The Principles Of Investment Markowitz
Just how an investor should allocate his resources has long been debated. Classical wisdom suggested that investments should be allocated to those assets yielding the highest returns, without the consideration of correlations. Before the modern formulation of efficient markets, speculators widely acted on the belief that positions should be taken only if they had a competitive advantage in terms of information. A large amount of resources were therefore spent on analyzing financial information. John Maynard Keynes suggested that investors should carefully evaluate all available information and then make a calculated bet. The idea of diversification was anathema to Keynes, who was actually quite a successful investor.
In 1952, Harry Markowitz, then a graduate student at the University of Chicago, and a student member of the Cowles Commission,7 published a seminal article on optimal portfolio selection that upset established wisdom. He advocated that, being risk adverse, investors should diversify their portfolios.8 The idea of making risk bearable through risk diversification was not new: It was widely used by medieval merchants. Markowitz understood that the risk-return trade-off of investments could be improved by diversification and cast diversification in the framework of optimization.
7 The Cowles Commission is a research institute founded by Alfred Cowles in 1932. Originally based in Colorado Springs, the Commission later moved to the University of Chicago and thereafter to Yale University. Many prominent American economists have been associated with the Commission.
8 See Harry M. Markowitz, "Portfolio Selection," Journal of Finance (March 1952), pp. 77-91. The principles in Markowitz's article were then expanded in his book Portfolio Selection, Cowles Foundation Monograph 16 (New York: John Wiley, 1959).
Markowitz was interested in the investment decision-making process. Along the lines set forth by Pareto 60 years earlier, Markowitz assumed that investors order their preferences according to a utility index, with utility as a convex function that takes into account investors' risk-return preferences. Markowitz assumed that stock returns are jointly normal. As a consequence, the return of any portfolio is a normal distribution, which can be characterized by two parameters: the mean and the variance. Utility functions are therefore defined on two variables—mean and variance—and the Markowitz framework for portfolio selection is commonly referred to as mean-variance analysis. The mean and variance of portfolio returns are in turn a function of a portfolio's weights. Given the variance-covariance matrix, utility is a function of portfolio weights. The investment decision-making process involves maximizing utility in the space of portfolio weights.
After writing his seminal article, Markowitz joined the Rand Corporation, where he met George Dantzig. Dantzig introduced Markowitz to computer-based optimization technology.9 The latter was quick to appreciate the role that computers would have in bringing mathematics to bear on business problems. Optimization and simulation were on the way to becoming the tools of the future, replacing the quest for closed-form solutions of mathematical problems.
In the following years, Markowitz developed a full theory of the investment management process based on optimization. His optimization theory had the merit of being applicable to practical problems, even outside of the realm of finance. With the progressive diffusion of high-speed computers, the practice of financial optimization has found broad application.10
9 The inputs to the mean-variance analysis include expected returns, variance of returns, and either covariance or correlation of returns between each pair of securities. For example, an analysis that allows 200 securities as possible candidates for portfolio selection requires 200 expected returns, 200 variances of return, and 19,900 correlations or covariances. An investment team tracking 200 securities may reasonably be expected to summarize their analyses in terms of 200 means and variances, but it is clearly unreasonable for them to produce 19,900 carefully considered correlation coefficients or covariances. It was clear to Markowitz that some kind of model of the covariance structure was needed for the practical application of the model. He did little more than point out the problem and suggest some possible models of co-variance for research to large portfolios. In 1963, William Sharpe suggested the single index market model as a proxy for the covariance structure of security returns ("A Simplified Model for Portfolio Analysis," Management Science (January 1963), pp. 277-293).
10 In Chapter 16 we illustrate one application. For a more detailed discussion, see Frank J. Fabozzi, Francis Gupta, and Harry M. Markowitz, "The Legacy of Modern Portfolio Theory," Journal of Investing (Summer 2002), pp. 7-22.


### Problem statement
Print each entry below precisely as it reads.

### The data
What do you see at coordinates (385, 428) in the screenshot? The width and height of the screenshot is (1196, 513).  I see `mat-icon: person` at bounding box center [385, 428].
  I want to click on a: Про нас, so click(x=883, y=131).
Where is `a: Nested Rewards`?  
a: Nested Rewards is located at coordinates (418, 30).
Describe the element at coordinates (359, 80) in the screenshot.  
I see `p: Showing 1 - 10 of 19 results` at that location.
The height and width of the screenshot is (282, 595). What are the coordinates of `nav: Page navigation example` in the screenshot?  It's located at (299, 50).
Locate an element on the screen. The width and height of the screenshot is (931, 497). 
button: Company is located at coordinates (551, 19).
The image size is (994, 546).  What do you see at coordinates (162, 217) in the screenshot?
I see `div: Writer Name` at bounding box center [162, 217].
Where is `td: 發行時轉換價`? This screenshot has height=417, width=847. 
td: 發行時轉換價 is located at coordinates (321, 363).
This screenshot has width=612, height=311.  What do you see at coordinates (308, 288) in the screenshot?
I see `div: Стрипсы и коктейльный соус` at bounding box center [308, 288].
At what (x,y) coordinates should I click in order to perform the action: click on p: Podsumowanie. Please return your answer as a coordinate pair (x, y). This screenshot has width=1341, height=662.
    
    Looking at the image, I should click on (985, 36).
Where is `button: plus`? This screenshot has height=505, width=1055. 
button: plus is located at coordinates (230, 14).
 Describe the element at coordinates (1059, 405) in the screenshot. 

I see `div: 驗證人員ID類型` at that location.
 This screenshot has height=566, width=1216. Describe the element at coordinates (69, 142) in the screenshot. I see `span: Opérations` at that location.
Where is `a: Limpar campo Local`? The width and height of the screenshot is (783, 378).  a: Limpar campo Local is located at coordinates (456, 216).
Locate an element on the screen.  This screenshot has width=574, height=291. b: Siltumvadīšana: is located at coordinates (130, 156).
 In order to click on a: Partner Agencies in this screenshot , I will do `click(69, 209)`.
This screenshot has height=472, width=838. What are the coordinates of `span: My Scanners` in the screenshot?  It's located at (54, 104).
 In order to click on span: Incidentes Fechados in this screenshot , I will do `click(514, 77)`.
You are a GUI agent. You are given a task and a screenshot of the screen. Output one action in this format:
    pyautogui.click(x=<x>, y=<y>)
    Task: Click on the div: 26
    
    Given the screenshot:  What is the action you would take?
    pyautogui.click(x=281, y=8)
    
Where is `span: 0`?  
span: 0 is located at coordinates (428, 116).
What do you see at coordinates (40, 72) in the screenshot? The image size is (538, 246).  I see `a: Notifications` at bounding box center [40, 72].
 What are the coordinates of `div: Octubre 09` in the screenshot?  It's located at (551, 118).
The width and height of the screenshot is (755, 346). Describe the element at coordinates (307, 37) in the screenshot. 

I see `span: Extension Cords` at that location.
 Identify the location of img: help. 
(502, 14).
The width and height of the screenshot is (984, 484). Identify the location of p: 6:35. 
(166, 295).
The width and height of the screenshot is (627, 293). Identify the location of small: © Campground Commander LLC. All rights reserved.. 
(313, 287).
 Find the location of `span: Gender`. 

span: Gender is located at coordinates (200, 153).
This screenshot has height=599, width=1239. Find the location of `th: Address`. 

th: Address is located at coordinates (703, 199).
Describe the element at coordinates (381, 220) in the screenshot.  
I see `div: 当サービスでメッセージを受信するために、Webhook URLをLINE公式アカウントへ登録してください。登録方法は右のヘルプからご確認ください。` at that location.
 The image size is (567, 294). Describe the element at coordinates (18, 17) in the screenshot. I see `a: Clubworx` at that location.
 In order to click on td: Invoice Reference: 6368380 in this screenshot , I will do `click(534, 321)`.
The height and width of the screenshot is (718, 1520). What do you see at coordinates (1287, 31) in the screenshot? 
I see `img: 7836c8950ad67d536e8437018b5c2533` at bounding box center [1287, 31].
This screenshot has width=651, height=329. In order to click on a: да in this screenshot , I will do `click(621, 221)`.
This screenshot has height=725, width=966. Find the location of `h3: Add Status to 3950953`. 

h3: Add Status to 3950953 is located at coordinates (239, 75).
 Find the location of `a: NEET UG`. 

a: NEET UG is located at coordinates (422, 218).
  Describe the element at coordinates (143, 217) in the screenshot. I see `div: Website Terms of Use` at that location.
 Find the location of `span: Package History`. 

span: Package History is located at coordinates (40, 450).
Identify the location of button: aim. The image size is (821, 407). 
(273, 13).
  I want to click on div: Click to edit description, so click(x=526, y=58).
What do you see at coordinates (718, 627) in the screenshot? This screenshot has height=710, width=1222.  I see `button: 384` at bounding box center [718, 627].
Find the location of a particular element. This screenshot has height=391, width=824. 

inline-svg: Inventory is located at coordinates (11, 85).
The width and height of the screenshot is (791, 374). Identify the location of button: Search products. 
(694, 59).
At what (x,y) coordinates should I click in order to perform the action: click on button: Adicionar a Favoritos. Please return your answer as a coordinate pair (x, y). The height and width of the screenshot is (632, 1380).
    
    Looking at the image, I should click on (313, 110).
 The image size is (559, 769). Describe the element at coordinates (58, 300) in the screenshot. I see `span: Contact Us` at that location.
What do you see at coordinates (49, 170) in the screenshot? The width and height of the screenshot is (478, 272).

### Result of the exercise
What do you see at coordinates (385, 428) in the screenshot? The width and height of the screenshot is (1196, 513).  I see `mat-icon: person` at bounding box center [385, 428].
  I want to click on a: Про нас, so click(x=883, y=131).
Where is `a: Nested Rewards`?  
a: Nested Rewards is located at coordinates (418, 30).
Describe the element at coordinates (359, 80) in the screenshot.  
I see `p: Showing 1 - 10 of 19 results` at that location.
The height and width of the screenshot is (282, 595). What are the coordinates of `nav: Page navigation example` in the screenshot?  It's located at (299, 50).
Locate an element on the screen. The width and height of the screenshot is (931, 497). 
button: Company is located at coordinates (551, 19).
The image size is (994, 546).  What do you see at coordinates (162, 217) in the screenshot?
I see `div: Writer Name` at bounding box center [162, 217].
Where is `td: 發行時轉換價`? This screenshot has height=417, width=847. 
td: 發行時轉換價 is located at coordinates (321, 363).
This screenshot has width=612, height=311.  What do you see at coordinates (308, 288) in the screenshot?
I see `div: Стрипсы и коктейльный соус` at bounding box center [308, 288].
At what (x,y) coordinates should I click in order to perform the action: click on p: Podsumowanie. Please return your answer as a coordinate pair (x, y). This screenshot has width=1341, height=662.
    
    Looking at the image, I should click on (985, 36).
Where is `button: plus`? This screenshot has height=505, width=1055. 
button: plus is located at coordinates (230, 14).
 Describe the element at coordinates (1059, 405) in the screenshot. 

I see `div: 驗證人員ID類型` at that location.
 This screenshot has height=566, width=1216. Describe the element at coordinates (69, 142) in the screenshot. I see `span: Opérations` at that location.
Where is `a: Limpar campo Local`? The width and height of the screenshot is (783, 378).  a: Limpar campo Local is located at coordinates (456, 216).
Locate an element on the screen.  This screenshot has width=574, height=291. b: Siltumvadīšana: is located at coordinates (130, 156).
 In order to click on a: Partner Agencies in this screenshot , I will do `click(69, 209)`.
This screenshot has height=472, width=838. What are the coordinates of `span: My Scanners` in the screenshot?  It's located at (54, 104).
 In order to click on span: Incidentes Fechados in this screenshot , I will do `click(514, 77)`.
You are a GUI agent. You are given a task and a screenshot of the screen. Output one action in this format:
    pyautogui.click(x=<x>, y=<y>)
    Task: Click on the div: 26
    
    Given the screenshot:  What is the action you would take?
    pyautogui.click(x=281, y=8)
    
Where is `span: 0`?  
span: 0 is located at coordinates (428, 116).
What do you see at coordinates (40, 72) in the screenshot? The image size is (538, 246).  I see `a: Notifications` at bounding box center [40, 72].
 What are the coordinates of `div: Octubre 09` in the screenshot?  It's located at (551, 118).
The width and height of the screenshot is (755, 346). Describe the element at coordinates (307, 37) in the screenshot. 

I see `span: Extension Cords` at that location.
 Identify the location of img: help. 
(502, 14).
The width and height of the screenshot is (984, 484). Identify the location of p: 6:35. 
(166, 295).
The width and height of the screenshot is (627, 293). Identify the location of small: © Campground Commander LLC. All rights reserved.. 
(313, 287).
 Find the location of `span: Gender`. 

span: Gender is located at coordinates (200, 153).
This screenshot has height=599, width=1239. Find the location of `th: Address`. 

th: Address is located at coordinates (703, 199).
Describe the element at coordinates (381, 220) in the screenshot.  
I see `div: 当サービスでメッセージを受信するために、Webhook URLをLINE公式アカウントへ登録してください。登録方法は右のヘルプからご確認ください。` at that location.
 The image size is (567, 294). Describe the element at coordinates (18, 17) in the screenshot. I see `a: Clubworx` at that location.
 In order to click on td: Invoice Reference: 6368380 in this screenshot , I will do `click(534, 321)`.
The height and width of the screenshot is (718, 1520). What do you see at coordinates (1287, 31) in the screenshot? 
I see `img: 7836c8950ad67d536e8437018b5c2533` at bounding box center [1287, 31].
This screenshot has width=651, height=329. In order to click on a: да in this screenshot , I will do `click(621, 221)`.
This screenshot has height=725, width=966. Find the location of `h3: Add Status to 3950953`. 

h3: Add Status to 3950953 is located at coordinates (239, 75).
 Find the location of `a: NEET UG`. 

a: NEET UG is located at coordinates (422, 218).
  Describe the element at coordinates (143, 217) in the screenshot. I see `div: Website Terms of Use` at that location.
 Find the location of `span: Package History`. 

span: Package History is located at coordinates (40, 450).
Identify the location of button: aim. The image size is (821, 407). 
(273, 13).
  I want to click on div: Click to edit description, so click(x=526, y=58).
What do you see at coordinates (718, 627) in the screenshot? This screenshot has height=710, width=1222.  I see `button: 384` at bounding box center [718, 627].
Find the location of a particular element. This screenshot has height=391, width=824. 

inline-svg: Inventory is located at coordinates (11, 85).
The width and height of the screenshot is (791, 374). Identify the location of button: Search products. 
(694, 59).
At what (x,y) coordinates should I click in order to perform the action: click on button: Adicionar a Favoritos. Please return your answer as a coordinate pair (x, y). The height and width of the screenshot is (632, 1380).
    
    Looking at the image, I should click on (313, 110).
 The image size is (559, 769). Describe the element at coordinates (58, 300) in the screenshot. I see `span: Contact Us` at that location.
What do you see at coordinates (49, 170) in the screenshot? The width and height of the screenshot is (478, 272).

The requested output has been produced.